What the novel does especially well, to gloss Epstein, is it makes art from human existence in a way that magnifies the limited, even self-defeating, perspectives of human beings. It doesn’t explain or state or reduce. It elaborates and shows, dramatizing the illumination of character through circumstance, action, and events. It is intimate, a theater of the mind and the heart, a drama of households and friendships and loves. It follows us into hidden spaces and gets right up in our business. It draws on other areas of knowledge as needed, usually without asking permission.
Epstein quotes the Bloomsbury critic Desmond MacCarthy, “It is the business of literature to turn facts into ideas.” When he talks of novels producing ideas, Epstein makes clear he does not have in mind concepts that might help identify market forces or say why so many marriages fail. He has in mind ideas that take up residence in an individual mind and animate human action—the perceptions and fixations that lead to decisions that lead to us becoming or not becoming, like David Copperfield, the heroes of our own lives.

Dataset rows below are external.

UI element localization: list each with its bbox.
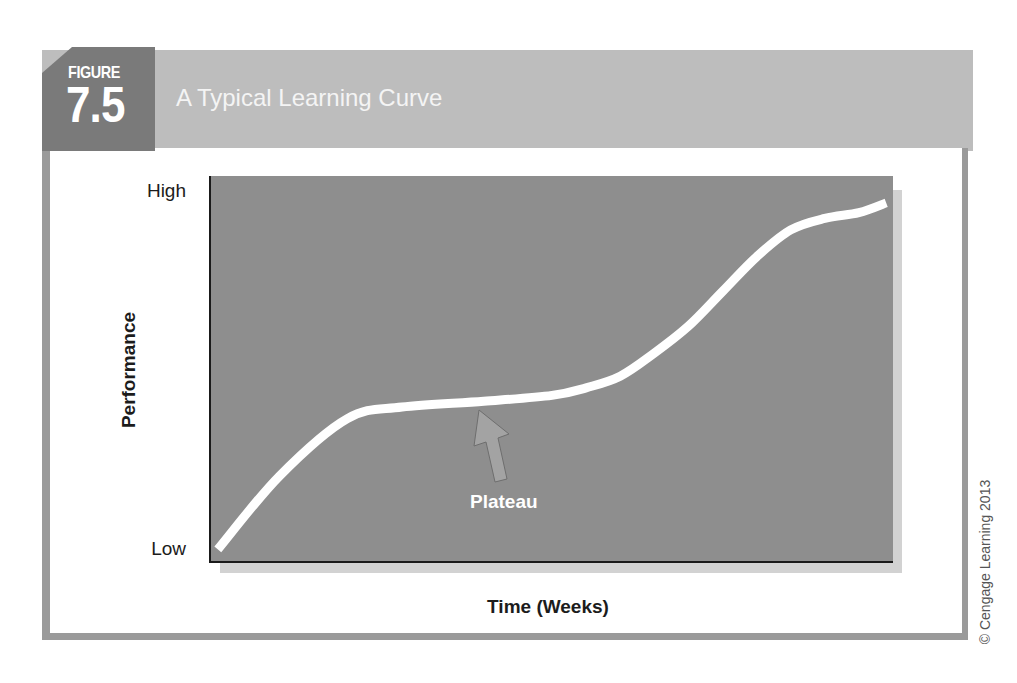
plateau-label: Plateau xyxy=(470,492,538,511)
x-axis-label: Time (Weeks) xyxy=(487,597,609,616)
y-axis-label: Performance xyxy=(119,312,138,428)
figure-number: 7.5 xyxy=(66,80,125,130)
chart-svg xyxy=(211,176,893,561)
y-tick-high: High xyxy=(106,181,186,200)
plateau-arrow-icon xyxy=(474,410,509,482)
copyright-credit: © Cengage Learning 2013 xyxy=(978,480,992,644)
learning-curve-line xyxy=(218,203,886,550)
y-tick-low: Low xyxy=(106,539,186,558)
figure-title: A Typical Learning Curve xyxy=(176,86,442,110)
plot-area xyxy=(209,176,893,563)
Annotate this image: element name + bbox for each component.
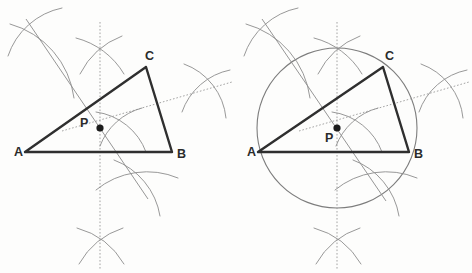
- arc-bc-right-1: [421, 64, 463, 118]
- perpendicular-bisector-ac: [262, 19, 386, 201]
- arc-bc-right-2: [182, 70, 230, 112]
- arc-ab-lower-1: [314, 228, 361, 264]
- arc-bc-left-2: [100, 108, 142, 146]
- circumcenter-point-p: [96, 124, 103, 131]
- left-panel: A B C P: [8, 8, 232, 270]
- arc-ab-lower-1: [77, 228, 124, 264]
- bisector-ab-arcs: [314, 36, 362, 264]
- construction-drawing: A B C P: [0, 0, 472, 273]
- geometry-figure: A B C P: [0, 0, 472, 273]
- vertex-label-b: B: [177, 147, 186, 161]
- arc-ac-upper-2: [246, 24, 310, 98]
- triangle-abc: [25, 67, 172, 152]
- point-label-p: P: [80, 116, 88, 130]
- arc-ac-lower-2: [114, 160, 160, 216]
- arc-bc-right-1: [184, 64, 226, 118]
- arc-ab-lower-2: [79, 228, 123, 264]
- arc-ac-lower-2: [353, 160, 399, 216]
- arc-ac-upper-2: [10, 24, 74, 98]
- point-label-p: P: [325, 131, 333, 145]
- bisector-ac-arcs: [8, 8, 178, 216]
- arc-bc-left-2: [336, 108, 378, 146]
- vertex-label-b: B: [414, 147, 423, 161]
- arc-bc-right-2: [419, 70, 467, 112]
- circumcenter-point-p: [333, 124, 340, 131]
- vertex-label-a: A: [14, 145, 23, 159]
- vertex-label-a: A: [247, 145, 256, 159]
- vertex-label-c: C: [385, 49, 394, 63]
- bisector-ac-arcs: [244, 8, 417, 216]
- triangle-abc: [258, 67, 409, 152]
- arc-ab-lower-2: [316, 228, 360, 264]
- vertex-label-c: C: [145, 49, 154, 63]
- bisector-bc-arcs: [96, 64, 230, 152]
- right-panel: A B C P: [244, 8, 469, 270]
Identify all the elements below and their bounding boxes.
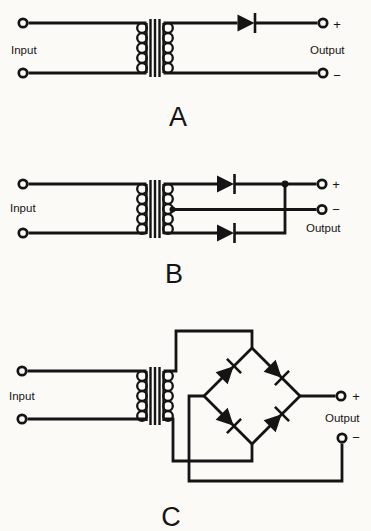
rectifier-circuits-figure: Input Output + − A Input Output — [0, 0, 371, 531]
wire — [164, 419, 253, 461]
circuits-canvas: Input Output + − A Input Output — [0, 0, 371, 531]
wire — [164, 331, 253, 371]
diagram-a-label: A — [169, 102, 187, 132]
transformer-icon — [137, 367, 173, 425]
input-terminal-icon — [19, 69, 27, 77]
diode-icon — [217, 174, 235, 194]
output-minus-terminal-icon — [318, 205, 326, 213]
bridge-diamond — [204, 348, 300, 444]
diagram-b: Input Output + − B — [10, 174, 341, 289]
output-minus-terminal-icon — [338, 434, 346, 442]
plus-sign: + — [352, 389, 360, 404]
input-terminal-icon — [19, 19, 27, 27]
input-terminal-icon — [18, 367, 26, 375]
diode-icon — [238, 13, 256, 33]
diode-icon — [217, 223, 235, 243]
center-tap-dot — [170, 207, 176, 213]
output-plus-terminal-icon — [319, 19, 327, 27]
output-label: Output — [325, 412, 360, 424]
transformer-icon — [137, 19, 173, 77]
diagram-a: Input Output + − A — [11, 13, 345, 132]
input-label: Input — [11, 44, 37, 56]
input-terminal-icon — [19, 229, 27, 237]
output-label: Output — [310, 44, 345, 56]
minus-sign: − — [333, 68, 341, 83]
input-terminal-icon — [18, 415, 26, 423]
output-plus-terminal-icon — [337, 392, 345, 400]
wire — [189, 396, 342, 481]
minus-sign: − — [352, 430, 360, 445]
output-label: Output — [306, 222, 341, 234]
output-plus-terminal-icon — [318, 180, 326, 188]
output-minus-terminal-icon — [319, 69, 327, 77]
transformer-icon — [137, 180, 173, 238]
input-label: Input — [10, 202, 36, 214]
diagram-c: Input Output + − C — [9, 331, 360, 531]
plus-sign: + — [333, 17, 341, 32]
diagram-c-label: C — [161, 502, 181, 531]
junction-dot — [282, 181, 289, 188]
input-label: Input — [9, 390, 35, 402]
plus-sign: + — [332, 177, 340, 192]
input-terminal-icon — [19, 180, 27, 188]
diagram-b-label: B — [165, 259, 183, 289]
minus-sign: − — [332, 202, 340, 217]
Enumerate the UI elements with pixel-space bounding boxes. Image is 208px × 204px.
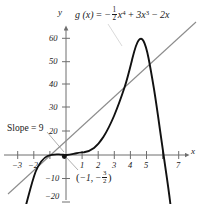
- graph-figure: g (x)=−12x4+3x3−2x y x 60 50 40 30 20 −1…: [0, 0, 208, 204]
- formula-equals: =: [96, 9, 103, 20]
- y-tick-label-60: 60: [49, 34, 58, 43]
- formula-term1-exponent: 4: [122, 9, 125, 16]
- y-tick-label-40: 40: [49, 80, 58, 89]
- x-tick-label-neg2: −2: [28, 161, 38, 170]
- y-tick-label-20: 20: [49, 127, 58, 136]
- y-tick-label-neg20: −20: [45, 192, 59, 201]
- function-formula: g (x)=−12x4+3x3−2x: [75, 7, 169, 23]
- tangency-point-marker: [62, 154, 67, 159]
- point-y-fraction: 32: [102, 170, 107, 185]
- point-close-paren: ): [108, 172, 112, 183]
- formula-term3: 2x: [160, 9, 169, 20]
- y-tick-label-30: 30: [49, 103, 58, 112]
- x-tick-label-7: 7: [176, 161, 180, 170]
- formula-plus: +: [128, 9, 135, 20]
- point-leader-line: [66, 157, 78, 170]
- formula-leader-line: [108, 24, 122, 46]
- point-x-value: −1,: [80, 173, 94, 183]
- formula-minus: −: [104, 9, 111, 20]
- point-annotation: (−1,−32): [76, 170, 111, 185]
- slope-annotation: Slope = 9: [7, 124, 44, 134]
- x-tick-label-5: 5: [144, 161, 148, 170]
- formula-coef-denominator: 2: [112, 15, 118, 22]
- point-y-minus: −: [95, 173, 101, 183]
- x-tick-label-neg3: −3: [12, 161, 22, 170]
- x-axis: [4, 151, 185, 159]
- y-axis: [62, 30, 70, 202]
- formula-minus2: −: [151, 9, 158, 20]
- point-y-denominator: 2: [102, 178, 107, 185]
- formula-term2-exponent: 3: [146, 9, 149, 16]
- x-axis-name: x: [191, 147, 195, 156]
- y-tick-label-neg10: −10: [45, 174, 59, 183]
- x-tick-label-4: 4: [128, 161, 132, 170]
- x-tick-label-2: 2: [96, 161, 100, 170]
- formula-term2: 3x: [136, 9, 145, 20]
- y-axis-name: y: [58, 8, 62, 17]
- y-tick-label-50: 50: [49, 57, 58, 66]
- formula-gofx: g (x): [75, 9, 94, 20]
- formula-coefficient-half: 12: [112, 7, 118, 23]
- x-tick-label-3: 3: [112, 161, 116, 170]
- x-tick-label-1: 1: [80, 161, 84, 170]
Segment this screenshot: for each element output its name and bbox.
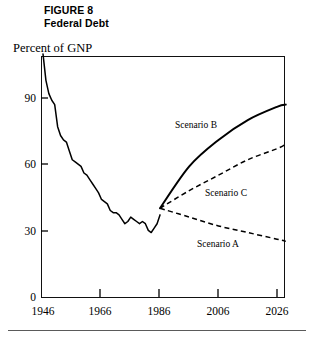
y-axis-labels: 90 60 30 0 bbox=[25, 92, 37, 303]
figure-container: FIGURE 8 Federal Debt Percent of GNP 90 … bbox=[0, 0, 314, 338]
x-axis-ticks bbox=[100, 289, 277, 297]
y-tick-label-60: 60 bbox=[25, 158, 37, 170]
label-scenario-c: Scenario C bbox=[205, 188, 247, 198]
y-tick-label-0: 0 bbox=[30, 291, 36, 303]
y-tick-label-90: 90 bbox=[25, 92, 37, 104]
series-historical bbox=[43, 54, 160, 233]
chart-canvas: 90 60 30 0 1946 1966 1986 2006 2026 Scen… bbox=[0, 0, 314, 338]
footer-rule bbox=[8, 330, 306, 331]
label-scenario-a: Scenario A bbox=[197, 239, 239, 249]
label-scenario-b: Scenario B bbox=[175, 120, 217, 130]
series-scenario-a bbox=[160, 208, 286, 241]
x-tick-label-1986: 1986 bbox=[148, 305, 171, 317]
y-tick-label-30: 30 bbox=[25, 225, 37, 237]
x-tick-label-1966: 1966 bbox=[89, 305, 112, 317]
y-axis-ticks bbox=[41, 98, 48, 231]
series-scenario-c bbox=[160, 144, 286, 208]
x-axis-labels: 1946 1966 1986 2006 2026 bbox=[32, 305, 289, 317]
x-tick-label-2026: 2026 bbox=[266, 305, 289, 317]
x-tick-label-1946: 1946 bbox=[32, 305, 55, 317]
x-tick-label-2006: 2006 bbox=[207, 305, 230, 317]
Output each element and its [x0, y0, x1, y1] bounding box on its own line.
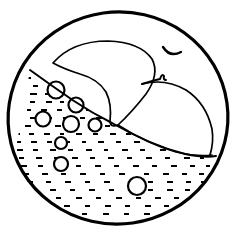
bubble-3 — [36, 112, 51, 127]
creature-body-outline — [53, 41, 155, 126]
line-drawing-svg — [0, 0, 240, 237]
bubble-8 — [128, 177, 146, 195]
bubble-4 — [63, 116, 79, 132]
bubble-5 — [89, 119, 102, 132]
bubble-6 — [55, 137, 67, 149]
illustration-canvas — [0, 0, 240, 237]
closed-eye-icon — [163, 47, 181, 54]
bubble-group — [36, 82, 147, 196]
water-texture — [13, 78, 210, 214]
bubble-7 — [54, 157, 68, 171]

Another point Epstein makes is that novels offer an education. There is the benefit of vicarious experience: Right now I am reading City of Angles by Jonathan Leaf, which, among other thrills, is updating my knowledge of the lives of struggling actors in Hollywood. Fine writing also teaches us to notice and name what might seem too subtle for words. I think fictional characters—Dorothea in Middlemarch, Sherman McCoy in Bonfire of the Vanities, Bigger Thomas in Native Son—can make us better students of human character. We become less gullible to how people present themselves, knowing there is so much more going on. Our sense of the limitations and trials of other people improve with reading, and, one hopes, without eroding our sense of the new and the curious in the actual people we meet.
It is a pleasure to follow Epstein’s conversation on the page especially when it leads to judgments for and against individual novels and novelists. Personally speaking, I disagreed with him more than I expected—like him, I adore Willa Cather; unlike him, I rather like Alice Munro and Graham Greene. Unlike him, I don’t mind that postwar novelists entered the bedroom and even the bathroom. Our humping and defecating may not say as much about us as certain authors insist but the time we spend naked and coiled together is not trivial either.
All this said, I would enjoy reading, I think, an essay attempting to pull together all available evidence of novelistic vitality in the service of describing, in Anthony Trollope’s phrase, “the way we live now.” Not just a case for the novel in general but a case for new novels. Epstein mentions, in addition to Smith, some other writers making headway in this direction in recent years. Lionel Shriver is one: In addition to being a formidable novelist and a serious student of our times, she has a definite gift for drawing attention. Michel Houellebecq is another. These latter two are especially provocative examples but there must be others. We have nothing if not strong raw material—the best of times and the worst of times.
The Novel, Who Needs It?
by Joseph Epstein
Encounter Books, 152 pp., $25.99
David Skinner writes about language and culture. He is the author of The Story of Ain’t: America, Its Language, and the Most Controversial Dictionary Ever Published.